Section 23 of the Provincial Court of Madrid has agreed to search for and capture Daniel Gallardo, the first convicted for the protests in Madrid after the sentence against the leaders of the process was known. During the riots in the capital, as stated in the sentence, Gallardo injured a National Police agent with a wooden stick with nails.

The activist has been requested by this judicial body up to three times (July 25, 2023, January 30 and February 26, 2024) for his voluntary entry into prison in compliance with the execution of the sentence for which he was convicted in December 2020. The interested party has not appeared on any of the three occasions on which he has been summoned and has not been located at the registered address, which has given rise to the judicial resolution.

Section 23 of the Provincial Court of Madrid sentenced Daniel Gallardo, the young man from Madrid who was arrested in October 2019 during the protests in the capital after the 1-O sentence was notified, to four years and six months in prison and special disqualification.

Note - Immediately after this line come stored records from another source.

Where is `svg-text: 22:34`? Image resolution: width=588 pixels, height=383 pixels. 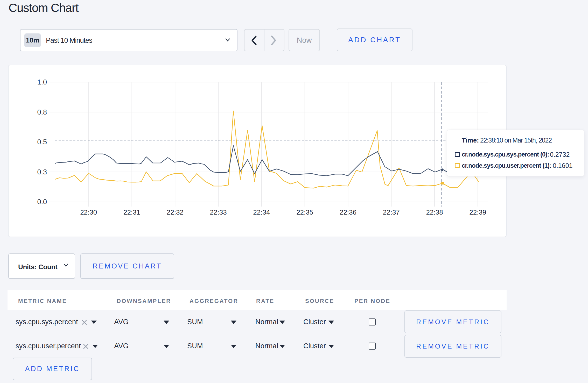 svg-text: 22:34 is located at coordinates (261, 212).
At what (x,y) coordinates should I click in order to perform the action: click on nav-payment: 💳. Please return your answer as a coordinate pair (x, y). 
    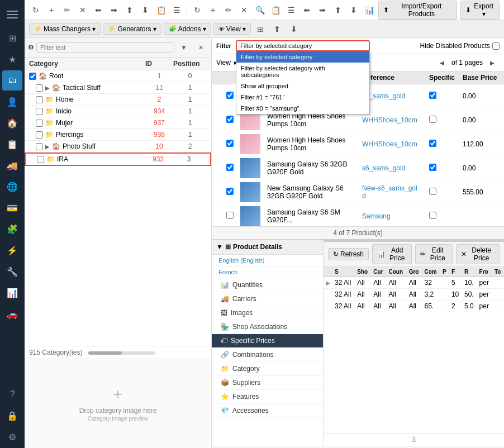
    Looking at the image, I should click on (12, 208).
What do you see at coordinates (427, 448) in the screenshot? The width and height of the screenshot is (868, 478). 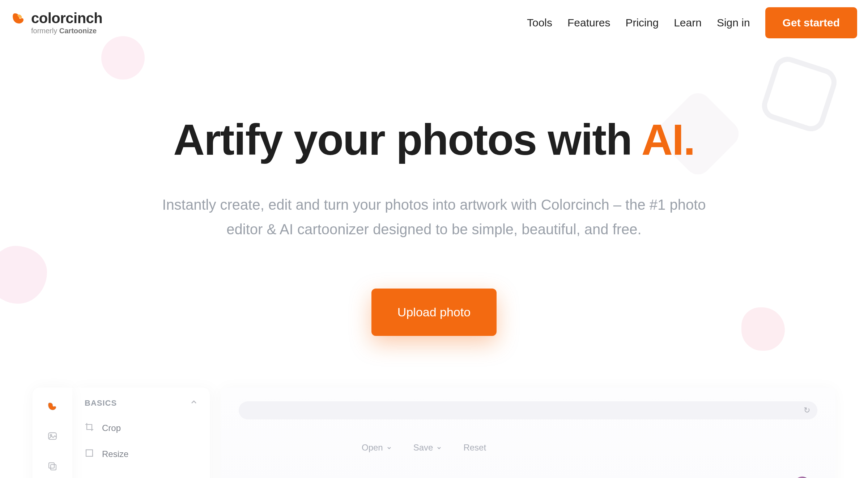 I see `canvas-action-save: Save` at bounding box center [427, 448].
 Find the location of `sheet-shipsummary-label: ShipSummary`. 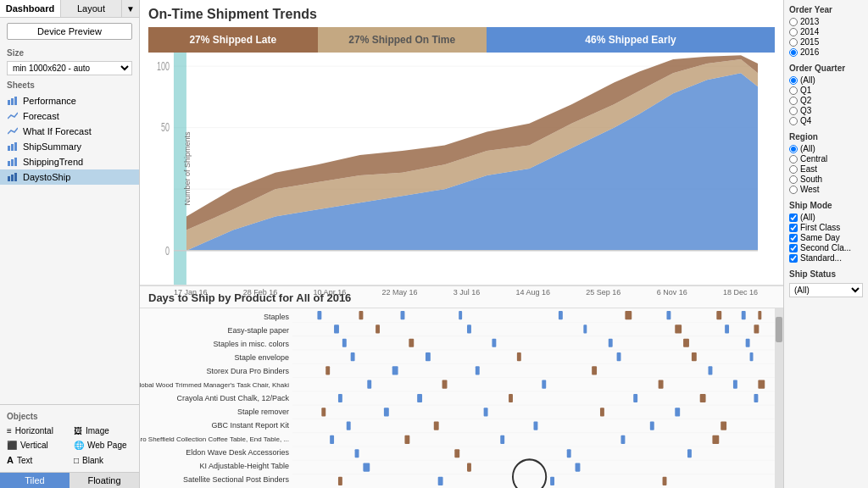

sheet-shipsummary-label: ShipSummary is located at coordinates (53, 147).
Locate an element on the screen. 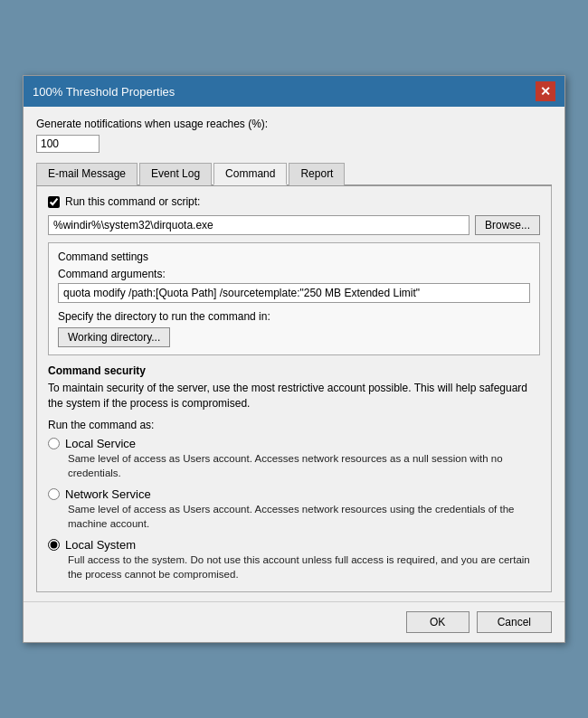 The height and width of the screenshot is (718, 588). tab-eventlog: Event Log is located at coordinates (175, 174).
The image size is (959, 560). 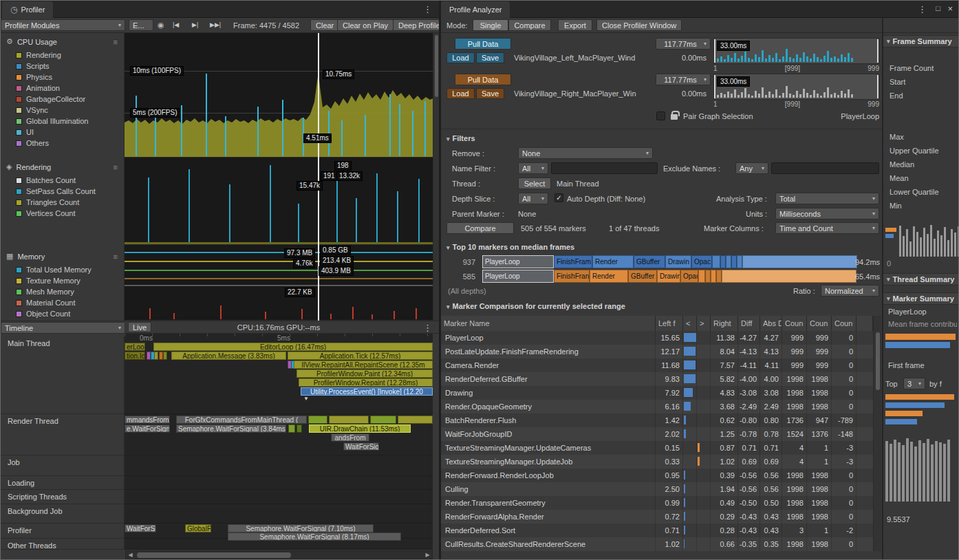 I want to click on marker-row: PostLateUpdate.FinishFrameRendering 12.1…, so click(x=657, y=352).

Daniel spent more than a year in provisional prison and, after the oral hearing, he was sentenced to one year in prison for public disorder and another 3 years and 6 months for the crime of attacking law enforcement officials and for a minor crime of injuries.

Then the Supreme Court slightly reduced the sentence imposed by the Provincial Court of Madrid on Daniel Gallardo, who spent just over a year in provisional prison, for a crime of attacking law enforcement officers in ideal competition with another of injuries and another of public disorders.

The Supreme Court considered that both he and another accused, who was sentenced to six months in prison, should have been sentenced for the basic type of public disorder and not the aggravated one.

However, the high court upheld the defendant's conviction for attacking law enforcement officers and causing injuries, proven in the ruling of the Provincial Court, which was essentially confirmed by the Superior Court of Justice of Madrid.

For these events, a third defendant, Mariano Javier H.J., was also sentenced to pay a fine of 900 euros for resisting law enforcement agents, whose case the Supreme Court has not reviewed since he did not appeal.

The three denied in the trial that they attacked police officers during the riots that occurred after that concentration against the sentences imposed on the Catalan independence leaders by the process, although the Court considered it proven that Daniel Gallardo "suddenly hit him from behind and violently" with a wooden stick with "six nails stuck through it" to an agent in the head.